Hot NYC Playwright Johnna Adams Had to Come Through Orange County to Get Famous

Corpse-Raising Cockfighters?
Hot NYC playwright Johnna Adams had to go through Orange County to get famous

 

When you’re a prolific playwright churning out an average of 1.5 new plays per year, inspiration is found in the craziest of places.

Literally. For Johnna Adams, who worked in OC storefront theater for a decade before moving to New York City, it was a poem written in an 18th-century insane asylum that sparked her most ambitious project to date.

It’s The Angel Eaters Trilogy, three plays about a cursed West Texas family. Rattlers, the second part of the trio, opens this weekend in Fullerton—the same time the entire trilogy opens in New York City.

(And if that weren’t enough, yet another Adams play is being produced in the middle of the country; Sans Merci, which won the Bloomington (Indiana) Playwrights Project Reva Shiner Award, closes this weekend.)

“This has surpassed my best-case scenario,” says Adams, about the state of her playwriting career 16 months after moving to New York to either make or break it. “Usually, it takes so long to get in anywhere, so I think this is a minor miracle.”

A big part of that miracle was hooking up with the Flux Theatre Ensemble, a respected independent group of actors and other theater types launched by New York playwright August Schulenburg. Adams, hungry to find a group of theater people similar to those with whom she worked in OC such as STAGEStheatre and Rude Guerrilla Theater Co., walked into a company meeting a few months after arriving, and “they adopted me right away,” she recalls. “Shortly after, I wrote Angel Eaters, and they liked it so much they green-lighted a production of the whole trilogy, even though I hadn’t even started writing the next two plays. That was amazing.”

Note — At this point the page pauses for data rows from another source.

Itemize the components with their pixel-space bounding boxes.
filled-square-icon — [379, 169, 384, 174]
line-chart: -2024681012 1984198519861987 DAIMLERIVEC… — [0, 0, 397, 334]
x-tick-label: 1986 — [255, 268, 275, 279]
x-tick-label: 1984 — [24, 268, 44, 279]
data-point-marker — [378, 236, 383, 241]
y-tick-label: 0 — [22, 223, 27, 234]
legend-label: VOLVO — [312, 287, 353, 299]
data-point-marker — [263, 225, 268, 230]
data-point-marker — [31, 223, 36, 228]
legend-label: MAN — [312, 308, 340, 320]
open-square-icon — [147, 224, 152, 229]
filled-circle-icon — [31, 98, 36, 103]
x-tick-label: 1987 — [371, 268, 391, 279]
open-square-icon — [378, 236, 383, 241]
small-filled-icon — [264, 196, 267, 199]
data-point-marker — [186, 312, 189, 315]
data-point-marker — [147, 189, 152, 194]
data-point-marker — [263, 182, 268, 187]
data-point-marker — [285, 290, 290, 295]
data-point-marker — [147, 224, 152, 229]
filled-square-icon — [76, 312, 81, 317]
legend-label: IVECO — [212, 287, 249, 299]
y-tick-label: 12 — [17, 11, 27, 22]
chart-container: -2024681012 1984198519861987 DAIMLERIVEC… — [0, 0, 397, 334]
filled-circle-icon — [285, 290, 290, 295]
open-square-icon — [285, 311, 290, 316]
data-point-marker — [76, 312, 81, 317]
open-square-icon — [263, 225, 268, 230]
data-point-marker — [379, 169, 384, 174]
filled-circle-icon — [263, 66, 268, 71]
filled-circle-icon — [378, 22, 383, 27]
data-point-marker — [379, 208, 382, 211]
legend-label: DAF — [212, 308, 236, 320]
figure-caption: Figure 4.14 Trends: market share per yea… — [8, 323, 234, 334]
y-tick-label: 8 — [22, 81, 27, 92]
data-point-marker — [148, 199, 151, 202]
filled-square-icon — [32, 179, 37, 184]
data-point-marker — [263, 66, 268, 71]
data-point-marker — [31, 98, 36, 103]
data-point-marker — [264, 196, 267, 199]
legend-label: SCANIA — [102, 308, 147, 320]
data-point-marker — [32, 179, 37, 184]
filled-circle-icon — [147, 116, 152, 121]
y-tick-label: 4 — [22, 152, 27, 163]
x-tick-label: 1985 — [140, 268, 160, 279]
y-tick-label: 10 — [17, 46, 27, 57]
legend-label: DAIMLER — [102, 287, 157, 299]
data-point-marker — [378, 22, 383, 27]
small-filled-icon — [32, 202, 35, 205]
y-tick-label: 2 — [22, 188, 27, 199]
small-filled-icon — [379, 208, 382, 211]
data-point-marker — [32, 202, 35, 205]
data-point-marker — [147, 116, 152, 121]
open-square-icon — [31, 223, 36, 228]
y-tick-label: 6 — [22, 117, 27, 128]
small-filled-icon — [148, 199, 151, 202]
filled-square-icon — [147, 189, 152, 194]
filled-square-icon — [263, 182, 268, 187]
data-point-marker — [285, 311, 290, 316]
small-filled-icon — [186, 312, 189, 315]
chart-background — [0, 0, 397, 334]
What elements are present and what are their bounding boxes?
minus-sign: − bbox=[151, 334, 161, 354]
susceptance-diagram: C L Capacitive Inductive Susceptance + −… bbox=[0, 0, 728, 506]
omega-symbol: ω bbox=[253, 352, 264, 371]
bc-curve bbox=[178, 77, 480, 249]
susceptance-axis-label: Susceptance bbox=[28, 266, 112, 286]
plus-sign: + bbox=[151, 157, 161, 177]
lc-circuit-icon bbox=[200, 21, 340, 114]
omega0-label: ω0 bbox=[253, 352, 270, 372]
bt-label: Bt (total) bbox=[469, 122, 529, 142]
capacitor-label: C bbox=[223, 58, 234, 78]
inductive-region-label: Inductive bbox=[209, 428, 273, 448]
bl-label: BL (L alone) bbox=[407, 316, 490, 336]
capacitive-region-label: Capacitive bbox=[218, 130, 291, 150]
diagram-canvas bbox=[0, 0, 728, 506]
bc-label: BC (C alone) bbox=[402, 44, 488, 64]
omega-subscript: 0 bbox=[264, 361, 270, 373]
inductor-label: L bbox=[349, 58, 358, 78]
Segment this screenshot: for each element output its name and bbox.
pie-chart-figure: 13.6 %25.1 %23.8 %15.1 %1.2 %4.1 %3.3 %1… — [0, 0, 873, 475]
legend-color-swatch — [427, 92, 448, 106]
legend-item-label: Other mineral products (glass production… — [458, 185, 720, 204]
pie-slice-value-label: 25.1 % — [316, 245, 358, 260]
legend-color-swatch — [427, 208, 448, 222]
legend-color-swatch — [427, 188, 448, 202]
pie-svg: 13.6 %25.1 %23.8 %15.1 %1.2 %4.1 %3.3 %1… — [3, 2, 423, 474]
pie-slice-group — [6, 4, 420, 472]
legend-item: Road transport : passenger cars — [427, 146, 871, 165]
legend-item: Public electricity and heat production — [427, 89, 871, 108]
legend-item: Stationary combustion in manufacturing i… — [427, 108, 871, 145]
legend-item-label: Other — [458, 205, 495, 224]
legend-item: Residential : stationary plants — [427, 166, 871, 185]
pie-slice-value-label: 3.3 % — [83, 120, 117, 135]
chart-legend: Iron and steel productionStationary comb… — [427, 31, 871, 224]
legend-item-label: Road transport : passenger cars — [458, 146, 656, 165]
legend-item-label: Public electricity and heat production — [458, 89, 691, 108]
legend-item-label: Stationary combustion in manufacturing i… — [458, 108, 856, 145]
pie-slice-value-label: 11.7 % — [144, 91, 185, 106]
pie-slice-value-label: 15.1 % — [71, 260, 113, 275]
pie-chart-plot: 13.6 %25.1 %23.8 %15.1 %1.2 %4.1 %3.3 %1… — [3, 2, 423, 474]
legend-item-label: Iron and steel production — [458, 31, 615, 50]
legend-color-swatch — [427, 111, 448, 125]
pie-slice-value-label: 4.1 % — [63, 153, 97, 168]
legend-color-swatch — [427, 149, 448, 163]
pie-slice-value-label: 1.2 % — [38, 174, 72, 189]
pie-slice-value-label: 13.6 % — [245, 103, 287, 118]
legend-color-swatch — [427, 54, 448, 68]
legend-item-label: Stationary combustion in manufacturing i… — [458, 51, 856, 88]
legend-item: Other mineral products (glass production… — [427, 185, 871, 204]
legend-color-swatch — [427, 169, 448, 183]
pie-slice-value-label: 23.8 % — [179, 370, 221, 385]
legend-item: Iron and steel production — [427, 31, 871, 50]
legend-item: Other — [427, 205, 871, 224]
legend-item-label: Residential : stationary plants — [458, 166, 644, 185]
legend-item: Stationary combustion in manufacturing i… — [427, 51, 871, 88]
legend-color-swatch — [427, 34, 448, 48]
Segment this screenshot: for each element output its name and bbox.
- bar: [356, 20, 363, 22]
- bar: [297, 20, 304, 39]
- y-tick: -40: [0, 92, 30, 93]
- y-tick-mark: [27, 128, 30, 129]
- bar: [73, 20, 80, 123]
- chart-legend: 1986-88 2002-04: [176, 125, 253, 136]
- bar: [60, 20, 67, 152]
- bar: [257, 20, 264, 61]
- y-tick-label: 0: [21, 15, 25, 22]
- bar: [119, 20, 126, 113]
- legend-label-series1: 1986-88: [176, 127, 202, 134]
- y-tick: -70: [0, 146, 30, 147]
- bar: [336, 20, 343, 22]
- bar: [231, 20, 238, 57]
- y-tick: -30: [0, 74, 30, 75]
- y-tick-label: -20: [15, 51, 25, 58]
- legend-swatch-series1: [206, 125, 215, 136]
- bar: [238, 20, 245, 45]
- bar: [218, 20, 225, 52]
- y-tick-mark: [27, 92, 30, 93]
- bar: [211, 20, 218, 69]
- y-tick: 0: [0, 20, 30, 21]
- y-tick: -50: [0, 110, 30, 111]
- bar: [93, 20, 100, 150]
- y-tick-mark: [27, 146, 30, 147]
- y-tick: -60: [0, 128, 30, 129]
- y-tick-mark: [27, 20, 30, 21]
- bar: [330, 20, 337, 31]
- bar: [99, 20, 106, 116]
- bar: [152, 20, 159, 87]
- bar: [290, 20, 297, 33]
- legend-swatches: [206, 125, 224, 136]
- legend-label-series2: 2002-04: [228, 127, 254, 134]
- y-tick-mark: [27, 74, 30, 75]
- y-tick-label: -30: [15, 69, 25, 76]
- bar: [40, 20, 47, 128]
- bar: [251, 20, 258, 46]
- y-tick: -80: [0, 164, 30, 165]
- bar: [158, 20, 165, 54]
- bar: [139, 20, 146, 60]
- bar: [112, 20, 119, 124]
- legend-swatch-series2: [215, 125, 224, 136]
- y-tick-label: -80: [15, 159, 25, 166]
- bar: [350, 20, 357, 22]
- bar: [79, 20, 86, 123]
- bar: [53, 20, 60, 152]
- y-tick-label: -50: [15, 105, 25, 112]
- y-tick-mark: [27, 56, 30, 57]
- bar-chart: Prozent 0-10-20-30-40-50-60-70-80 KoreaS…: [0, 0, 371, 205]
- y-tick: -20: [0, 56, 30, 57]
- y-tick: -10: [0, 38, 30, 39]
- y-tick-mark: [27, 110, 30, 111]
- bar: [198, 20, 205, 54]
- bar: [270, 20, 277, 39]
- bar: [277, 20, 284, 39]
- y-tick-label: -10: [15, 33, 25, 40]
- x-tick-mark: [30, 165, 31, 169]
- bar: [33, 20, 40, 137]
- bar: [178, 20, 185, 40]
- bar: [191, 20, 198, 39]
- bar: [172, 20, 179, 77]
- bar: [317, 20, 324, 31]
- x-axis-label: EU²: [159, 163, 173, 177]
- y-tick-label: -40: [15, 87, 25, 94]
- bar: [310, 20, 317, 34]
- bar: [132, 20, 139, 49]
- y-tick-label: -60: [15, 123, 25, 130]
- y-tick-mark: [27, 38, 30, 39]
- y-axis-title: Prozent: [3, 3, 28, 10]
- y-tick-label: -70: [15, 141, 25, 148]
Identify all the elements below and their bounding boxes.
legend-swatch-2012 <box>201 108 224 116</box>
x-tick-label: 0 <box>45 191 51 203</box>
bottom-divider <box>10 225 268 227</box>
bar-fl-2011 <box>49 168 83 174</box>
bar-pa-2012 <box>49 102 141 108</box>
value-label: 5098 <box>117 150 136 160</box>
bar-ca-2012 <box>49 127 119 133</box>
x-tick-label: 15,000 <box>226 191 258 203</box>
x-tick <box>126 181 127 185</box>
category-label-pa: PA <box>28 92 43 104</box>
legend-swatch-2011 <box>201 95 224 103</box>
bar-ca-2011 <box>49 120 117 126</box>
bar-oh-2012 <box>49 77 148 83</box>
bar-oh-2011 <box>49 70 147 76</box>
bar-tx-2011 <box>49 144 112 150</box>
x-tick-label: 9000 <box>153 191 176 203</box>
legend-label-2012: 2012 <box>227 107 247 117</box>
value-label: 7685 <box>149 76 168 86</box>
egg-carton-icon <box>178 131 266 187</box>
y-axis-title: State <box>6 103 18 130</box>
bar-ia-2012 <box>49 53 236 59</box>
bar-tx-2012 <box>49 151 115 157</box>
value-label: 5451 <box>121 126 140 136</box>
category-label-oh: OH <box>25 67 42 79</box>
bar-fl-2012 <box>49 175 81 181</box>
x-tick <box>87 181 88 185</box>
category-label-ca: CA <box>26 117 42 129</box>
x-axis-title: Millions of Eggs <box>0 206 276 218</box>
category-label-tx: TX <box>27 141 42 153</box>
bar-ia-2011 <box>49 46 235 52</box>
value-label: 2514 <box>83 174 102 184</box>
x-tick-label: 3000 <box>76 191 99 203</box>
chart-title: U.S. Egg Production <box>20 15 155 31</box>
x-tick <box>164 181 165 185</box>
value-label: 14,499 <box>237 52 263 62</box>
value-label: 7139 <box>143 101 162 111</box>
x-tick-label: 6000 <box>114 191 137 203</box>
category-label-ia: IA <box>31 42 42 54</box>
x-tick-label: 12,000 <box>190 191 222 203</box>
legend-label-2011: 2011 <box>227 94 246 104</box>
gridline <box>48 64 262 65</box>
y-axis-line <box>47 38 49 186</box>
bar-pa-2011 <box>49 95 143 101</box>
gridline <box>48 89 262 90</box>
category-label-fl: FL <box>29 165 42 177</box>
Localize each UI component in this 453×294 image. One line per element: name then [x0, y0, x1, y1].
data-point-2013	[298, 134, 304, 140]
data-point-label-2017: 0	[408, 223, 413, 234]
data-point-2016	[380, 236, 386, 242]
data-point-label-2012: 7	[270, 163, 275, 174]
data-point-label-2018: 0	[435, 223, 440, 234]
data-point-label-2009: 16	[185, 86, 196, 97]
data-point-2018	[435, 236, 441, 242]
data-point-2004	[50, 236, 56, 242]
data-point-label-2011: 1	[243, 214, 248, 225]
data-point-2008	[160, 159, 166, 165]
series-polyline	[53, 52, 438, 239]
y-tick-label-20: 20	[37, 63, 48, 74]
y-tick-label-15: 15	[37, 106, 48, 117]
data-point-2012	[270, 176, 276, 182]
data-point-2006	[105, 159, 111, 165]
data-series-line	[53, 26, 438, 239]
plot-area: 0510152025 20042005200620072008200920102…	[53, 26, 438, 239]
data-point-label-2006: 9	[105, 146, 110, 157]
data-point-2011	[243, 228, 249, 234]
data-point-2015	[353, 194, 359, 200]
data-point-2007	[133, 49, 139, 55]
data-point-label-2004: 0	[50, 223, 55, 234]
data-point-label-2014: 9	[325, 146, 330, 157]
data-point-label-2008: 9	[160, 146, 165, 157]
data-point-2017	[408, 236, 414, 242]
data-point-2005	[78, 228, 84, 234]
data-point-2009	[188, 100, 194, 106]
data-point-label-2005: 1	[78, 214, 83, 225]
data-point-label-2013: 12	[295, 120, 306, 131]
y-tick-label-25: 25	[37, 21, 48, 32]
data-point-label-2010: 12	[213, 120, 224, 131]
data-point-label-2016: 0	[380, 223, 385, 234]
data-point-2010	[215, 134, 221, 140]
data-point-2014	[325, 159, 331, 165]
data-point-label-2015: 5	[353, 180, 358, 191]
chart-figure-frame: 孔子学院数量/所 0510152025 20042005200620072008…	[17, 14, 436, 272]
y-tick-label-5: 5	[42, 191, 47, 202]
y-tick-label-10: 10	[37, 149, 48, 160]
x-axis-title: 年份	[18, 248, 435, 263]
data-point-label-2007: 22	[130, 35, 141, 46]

Equally amazing is what sparked the trilogy in the first place: Christopher Smart, an 18th-century English poet who was institutionalized for supposed religious mania. One of the poems he wrote in the bughouse was Jubilate Agno, which is best-known for sanctifying the virtues of his cat, Jeoffry.

Adams, exposed to the poem during a playwriting seminar, was struck by a different idea from Smart’s fevered imagination: Creation’s Adam and his homies strolling across the untarnished Earth with powerful, golden horns sticking out of their heads. But the horns soon disappeared, and in Smart’s perverse world-view, the purpose of life was to somehow bring those horns back.

“It was this gorgeous, completely insane ramble about long-lost, never-forgotten horns that fell off human skulls. For some reason, that really struck me,” Adams says—so much so that it became the first play she jumped into after settling into her new digs in Queens.

Adams is no stranger to picking up stakes. She grew up in Texas before fleeing Bush Country for DePaul University, where she graduated with a BFA in acting. But she knew she wanted to write, so she moved to Southern California, hoping to break into screenwriting, and got blindsided by the OC theater scene. She was a pivotal force in the Orange County Playwrights Alliance (OCPA), the county’s most established consortium of writers, and had plays produced at Stages, Rude Guerrilla and the Hunger Artists.

Her works have ranged in style and subject: comedies about extraterrestrial babies, dramas about corpse-raising cockfighters, explorations of fringe religious communities. But it wasn’t until her last OC play, The Sacred Geometry of S&M Porn (produced in 2005 by Rude Guerrilla), that her diverse styles and fascinations seemed to finally coalesce.

“She’s interested in the fantastic, and she pairs it with this unflinching realism,” says Eric Eberwein, one of OCPA’s founders. “Part of your growth as a playwright is not compromising the hot, raw moments in your work—not being afraid of showing yourself in those moments, but diving into them. She just gets better and better at it.”

The latest example is The Angel Eater Trilogy, which Adams calls a synthesis of themes she has explored in earlier work, ranging from the occult and the supernatural to bizarre religious fiction, Greek tragedy, even zombies.

But as eccentric and spooky as Adams’ plays get—and even though she’s now a New Yorker by way of DePaul and Orange County—it’s clear she has yet to shake the dust off her Texas roots: most of her plays are set there and feature the kind of homespun, if slightly warped, characters who might possibly dangle from a few limbs of her own family tree.

“It drives my dad crazy,” Adams says. “He thinks it’s really weird.”